Dealer makes more selling "local"?

I won’t name the dealer/manufacturer yet, but just got a call from my sales rep:

I had ordered a car a few months ago. They were selling them at $500 under MSRP for orders. I also had a corporate/association discount which they would honor to take another $2500 off.

Got a call today. Was told that the dealer was now only honoring this corporate pricing for “local” customers…I’m about 35 miles away, which isn’t much in SoCal. Apparently, they want all these cars local for servicing…which doesn’t make a whole lot of sense since I can get it serviced near, say, my workplace etc…He claims each dealer has an “area” and they want to sell in that space.

In addition, he now mentioned a useless $500 dealer add on, which nullifies the $500 discount…so MSRP.

So, about a $3000 difference.

In today’s market, I really shouldn’t be surprised at such shenanigans. Heck, even before this crisis this wouldn’t have shocked me!

My question: Does any manufacturer pay more to sell locally? Or is this just a bunch of hot air?

Sometimes you are penalized for selling out of region, so technically yes?

Jaguar land Rover won’t sell outside of their geographical region now without big penalties, same with Porsche.

As I was reading, not yet done with what your wrote, the moment I saw $500 off MSRP and a $2,500 discount I was like “Ya right”. Being on this site you have to know market conditions and that this just isn’t something that’s happening especially in CA. One of the main reasons volume dealers can lose a lot of money (back in normal times) on a car is because they’d make that profit up with service. Believe it or not dealerships make more selling a ton of cars below MSRP then only a decent amount at or above MSRP. Some of it has to do with service and other parts of it are the monthly volume bonuses from the manufacture. Well at least when it comes to Toyota’s.

While it is true all the stuff mentioned above. I suspect it really is:

Oh Snap, we got someone who wants to buy this special order for way over what OP is paying, lets make up some reasonable crap and get them to cancel their order.

3 Likes

This isn’t a luxury brand.

But, aside from that, both of us are in Los Angeles County…that would be the same region?

They most likely meant PMA and not region. Everything they are telling you just sounds wrong. PMA is the Primary Marketing Area. I am very familiar with Los Angeles and that area is massive so PMA can be a pretty small diameter there.

4 Likes

Was just going to say this. I’m fighting some PMA restrictions I have now atm to unlock better pricing on future offerings.

I didn’t get the secondary edits - just the first bit. This absolutely makes sense.

Man back when I moved here from Cali they told me my PMA was Houston to Dallas to Austin lol. Now it’s about a 30 mile range unless it’s a special circumstance. Everything is just selling so quickly to only Houston residents it doesn’t make sense to venture out especially on hard to get units.

He is probably referring to their home market rather than geographic region as @Ryan_S. Usually dealers have certain zip codes they are responsible selling to and if they don’t sell a certain percentage to that area or other dealers oversell that area, they risk future allocations being assigned to them. They won’t get punished on that one car they sell you, but there is a risk in the future.

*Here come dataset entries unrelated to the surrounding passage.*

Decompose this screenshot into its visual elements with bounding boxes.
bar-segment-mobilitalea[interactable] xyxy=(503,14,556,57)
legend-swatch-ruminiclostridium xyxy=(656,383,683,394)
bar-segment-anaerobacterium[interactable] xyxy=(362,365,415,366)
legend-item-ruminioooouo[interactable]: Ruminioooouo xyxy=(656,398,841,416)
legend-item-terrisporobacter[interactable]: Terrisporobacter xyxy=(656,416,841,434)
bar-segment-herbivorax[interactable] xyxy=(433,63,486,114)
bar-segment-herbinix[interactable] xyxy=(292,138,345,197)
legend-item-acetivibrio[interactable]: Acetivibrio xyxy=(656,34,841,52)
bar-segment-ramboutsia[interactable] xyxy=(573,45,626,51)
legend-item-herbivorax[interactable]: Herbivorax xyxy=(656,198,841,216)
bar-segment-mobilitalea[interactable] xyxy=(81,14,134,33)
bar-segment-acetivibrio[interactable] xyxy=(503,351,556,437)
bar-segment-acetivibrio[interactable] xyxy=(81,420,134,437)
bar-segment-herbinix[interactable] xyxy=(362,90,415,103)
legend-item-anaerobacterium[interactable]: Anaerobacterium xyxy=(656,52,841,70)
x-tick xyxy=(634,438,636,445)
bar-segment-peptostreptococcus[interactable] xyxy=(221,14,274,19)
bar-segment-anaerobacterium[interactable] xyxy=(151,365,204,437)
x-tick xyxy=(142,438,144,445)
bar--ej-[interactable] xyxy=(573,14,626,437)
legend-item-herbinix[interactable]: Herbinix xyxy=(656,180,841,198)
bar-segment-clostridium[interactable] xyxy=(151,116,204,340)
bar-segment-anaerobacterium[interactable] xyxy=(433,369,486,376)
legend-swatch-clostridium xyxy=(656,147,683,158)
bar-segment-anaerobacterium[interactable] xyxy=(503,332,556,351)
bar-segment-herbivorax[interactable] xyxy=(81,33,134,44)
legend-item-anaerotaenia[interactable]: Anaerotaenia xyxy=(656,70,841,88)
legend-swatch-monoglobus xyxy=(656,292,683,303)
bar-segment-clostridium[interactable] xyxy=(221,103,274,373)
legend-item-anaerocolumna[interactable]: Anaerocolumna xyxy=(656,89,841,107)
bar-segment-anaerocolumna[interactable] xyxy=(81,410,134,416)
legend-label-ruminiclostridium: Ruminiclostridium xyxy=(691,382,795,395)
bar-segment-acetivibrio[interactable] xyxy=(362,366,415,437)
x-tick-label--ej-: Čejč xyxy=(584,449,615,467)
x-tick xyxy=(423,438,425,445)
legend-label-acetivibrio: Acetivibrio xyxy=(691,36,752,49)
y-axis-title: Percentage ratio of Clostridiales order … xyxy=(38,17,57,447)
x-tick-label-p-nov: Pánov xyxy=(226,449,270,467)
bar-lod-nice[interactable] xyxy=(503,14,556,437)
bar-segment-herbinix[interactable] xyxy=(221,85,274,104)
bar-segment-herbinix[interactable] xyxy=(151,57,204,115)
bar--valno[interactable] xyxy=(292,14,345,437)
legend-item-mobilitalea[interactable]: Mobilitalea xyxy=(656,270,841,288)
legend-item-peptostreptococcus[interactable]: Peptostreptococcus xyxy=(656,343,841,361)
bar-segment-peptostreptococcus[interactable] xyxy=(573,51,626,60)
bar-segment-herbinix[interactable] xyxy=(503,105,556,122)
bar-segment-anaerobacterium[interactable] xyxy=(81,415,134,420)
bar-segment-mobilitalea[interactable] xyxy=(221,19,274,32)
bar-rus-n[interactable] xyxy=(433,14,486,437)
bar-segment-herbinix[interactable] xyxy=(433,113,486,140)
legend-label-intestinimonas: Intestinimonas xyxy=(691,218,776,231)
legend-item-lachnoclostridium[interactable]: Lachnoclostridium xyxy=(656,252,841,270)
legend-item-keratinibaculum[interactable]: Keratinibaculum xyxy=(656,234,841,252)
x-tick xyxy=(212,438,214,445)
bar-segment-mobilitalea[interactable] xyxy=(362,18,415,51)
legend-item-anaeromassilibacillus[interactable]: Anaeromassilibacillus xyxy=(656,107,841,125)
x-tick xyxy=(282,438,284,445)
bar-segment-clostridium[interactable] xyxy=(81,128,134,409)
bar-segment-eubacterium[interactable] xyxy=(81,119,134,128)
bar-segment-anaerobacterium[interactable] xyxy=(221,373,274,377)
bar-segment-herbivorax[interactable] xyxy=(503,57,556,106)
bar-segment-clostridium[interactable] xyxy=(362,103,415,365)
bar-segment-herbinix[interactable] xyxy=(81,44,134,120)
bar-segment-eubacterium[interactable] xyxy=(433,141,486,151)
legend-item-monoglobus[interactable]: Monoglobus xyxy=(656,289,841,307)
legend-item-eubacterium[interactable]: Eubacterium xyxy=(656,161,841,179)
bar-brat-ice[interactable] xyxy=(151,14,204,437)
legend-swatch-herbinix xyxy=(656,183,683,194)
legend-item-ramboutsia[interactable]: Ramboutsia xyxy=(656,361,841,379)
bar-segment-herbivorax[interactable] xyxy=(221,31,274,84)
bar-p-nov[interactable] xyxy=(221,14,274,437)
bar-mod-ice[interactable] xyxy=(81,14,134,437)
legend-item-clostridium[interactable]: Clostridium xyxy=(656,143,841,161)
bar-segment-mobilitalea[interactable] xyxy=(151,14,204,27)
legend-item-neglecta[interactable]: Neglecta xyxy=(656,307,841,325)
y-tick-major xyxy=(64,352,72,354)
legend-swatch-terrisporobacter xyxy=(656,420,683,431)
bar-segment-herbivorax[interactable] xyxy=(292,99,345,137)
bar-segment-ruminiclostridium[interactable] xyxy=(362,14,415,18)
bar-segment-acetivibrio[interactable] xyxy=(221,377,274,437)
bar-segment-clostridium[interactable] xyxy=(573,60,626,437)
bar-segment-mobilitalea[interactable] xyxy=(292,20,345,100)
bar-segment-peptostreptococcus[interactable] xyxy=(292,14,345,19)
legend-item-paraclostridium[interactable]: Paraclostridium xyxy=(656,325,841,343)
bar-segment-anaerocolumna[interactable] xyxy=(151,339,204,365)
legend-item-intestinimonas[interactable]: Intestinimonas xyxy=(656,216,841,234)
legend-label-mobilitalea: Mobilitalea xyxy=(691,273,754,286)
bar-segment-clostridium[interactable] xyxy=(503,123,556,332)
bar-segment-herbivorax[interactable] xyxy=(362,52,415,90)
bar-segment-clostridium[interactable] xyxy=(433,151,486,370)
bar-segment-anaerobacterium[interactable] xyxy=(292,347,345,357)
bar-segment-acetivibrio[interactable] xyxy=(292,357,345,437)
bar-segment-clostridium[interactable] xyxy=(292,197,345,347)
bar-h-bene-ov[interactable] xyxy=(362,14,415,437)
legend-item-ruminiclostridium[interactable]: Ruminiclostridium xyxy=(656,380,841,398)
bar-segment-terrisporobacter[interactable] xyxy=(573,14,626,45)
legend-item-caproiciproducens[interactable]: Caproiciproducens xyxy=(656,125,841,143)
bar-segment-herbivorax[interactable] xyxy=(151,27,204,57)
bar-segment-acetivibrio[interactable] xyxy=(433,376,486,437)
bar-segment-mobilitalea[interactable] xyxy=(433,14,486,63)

The OEM won’t care. But the dealer does.

From their POV, your chance of coming back for service and parts (probably 60% of their business) is close to nil. They’d rather find someone who most likely will.

Sounds like Subaru

When I was shopping for a Lexus last month in Southern California, several dealers told me they could give me a better deal (no markup from MSRP) if I was local. Most dealers did not seem to care, although when one asked where I lived, I mentioned my office was close to their location (my home was not that close.)

So a non-local blessing.

Did I do that right?

4 Likes

Encountered this all the time. Reasoning from the dealerships GMs were that they would loose the service $$$$. Sadly the sales reps were left in the dark about this unwritten policy and would circle back to see what went wrong.

It’s a bunch of hot air. They just have someone willing to pay more for the car. That’s just the reality of it.

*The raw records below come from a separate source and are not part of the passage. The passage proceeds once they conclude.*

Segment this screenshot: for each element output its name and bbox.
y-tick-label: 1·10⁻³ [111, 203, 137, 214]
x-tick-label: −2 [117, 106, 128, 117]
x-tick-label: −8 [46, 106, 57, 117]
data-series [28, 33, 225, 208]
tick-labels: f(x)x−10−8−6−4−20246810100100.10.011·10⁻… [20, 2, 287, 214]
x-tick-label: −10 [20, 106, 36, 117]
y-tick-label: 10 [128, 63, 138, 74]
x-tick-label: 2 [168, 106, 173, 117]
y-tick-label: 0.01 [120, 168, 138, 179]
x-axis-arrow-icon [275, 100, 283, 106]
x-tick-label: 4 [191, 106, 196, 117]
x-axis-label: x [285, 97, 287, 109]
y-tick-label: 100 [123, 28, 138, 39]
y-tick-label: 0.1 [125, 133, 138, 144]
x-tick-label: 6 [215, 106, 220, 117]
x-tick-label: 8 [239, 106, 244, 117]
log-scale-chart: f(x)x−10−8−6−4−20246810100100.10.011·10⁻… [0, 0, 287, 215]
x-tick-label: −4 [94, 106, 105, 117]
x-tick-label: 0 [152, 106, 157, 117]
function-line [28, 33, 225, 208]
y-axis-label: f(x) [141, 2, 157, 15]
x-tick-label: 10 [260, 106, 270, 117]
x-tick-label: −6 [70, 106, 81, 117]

You must not have read the comments in this thread.

3 Likes

Not an expert on these things at all but I feel this is ‘hot air’ because otherwise dealer should not have promised to honor the corporate discount in the first place and then back off.

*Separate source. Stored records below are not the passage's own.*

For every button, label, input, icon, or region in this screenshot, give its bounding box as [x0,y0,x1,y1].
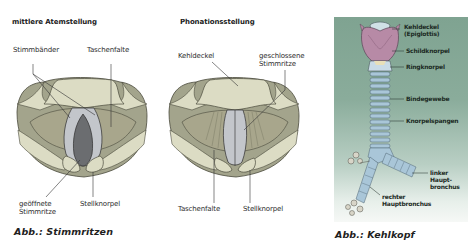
caption-stimmritzen: Abb.: Stimmritzen [14,226,113,237]
label-geschlossene-stimmritze-1: geschlossene [259,52,304,60]
label-linker-hauptbronchus-2: Haupt- [430,176,452,183]
larynx-closed-drawing [169,62,299,203]
label-rechter-hauptbronchus-1: rechter [382,193,405,200]
label-geschlossene-stimmritze-2: Stimmritze [259,60,296,68]
label-kehldeckel-epiglottis-2: (Epiglottis) [404,30,439,37]
label-linker-hauptbronchus-3: bronchus [430,183,460,190]
label-kehldeckel-epiglottis-1: Kehldeckel [404,23,439,30]
label-rechter-hauptbronchus-2: Hauptbronchus [382,200,431,207]
diagram-title-phonationsstellung: Phonationsstellung [180,18,255,26]
larynx-open-drawing [17,64,147,197]
label-stellknorpel-left: Stellknorpel [80,200,120,208]
label-ringknorpel: Ringknorpel [406,63,445,70]
label-taschenfalte-left: Taschenfalte [87,46,129,54]
label-schildknorpel: Schildknorpel [406,47,450,54]
label-stimmbaender: Stimmbänder [13,46,59,54]
label-taschenfalte-right: Taschenfalte [178,205,220,213]
label-knorpelspangen: Knorpelspangen [406,117,458,124]
label-stellknorpel-right: Stellknorpel [243,205,283,213]
label-kehldeckel: Kehldeckel [178,52,214,60]
kehlkopf-panel: Kehldeckel (Epiglottis) Schildknorpel Ri… [334,17,468,222]
label-linker-hauptbronchus-1: linker [430,169,448,176]
label-geoeffnete-stimmritze-1: geöffnete [19,200,51,208]
label-bindegewebe: Bindegewebe [406,95,449,102]
label-geoeffnete-stimmritze-2: Stimmritze [19,208,56,216]
caption-kehlkopf: Abb.: Kehlkopf [335,229,415,240]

Whether I like it as a customer or not, I do get the dealers’ side about local deals being more profitable. They are definitely entitled to set the terms that are best for their business. But agreeing to something and then walking back seems like bait and switch.

My 2 cents.

3 Likes

I did and I’m not buying the excuses. If it really was about selling to customers that live close to the dealership then they wouldn’t have agreed to the numbers in the first place. Typical dealership shenanigans.

4 Likes

Happened to me, guy was just complaining, buzzkill nonetheless.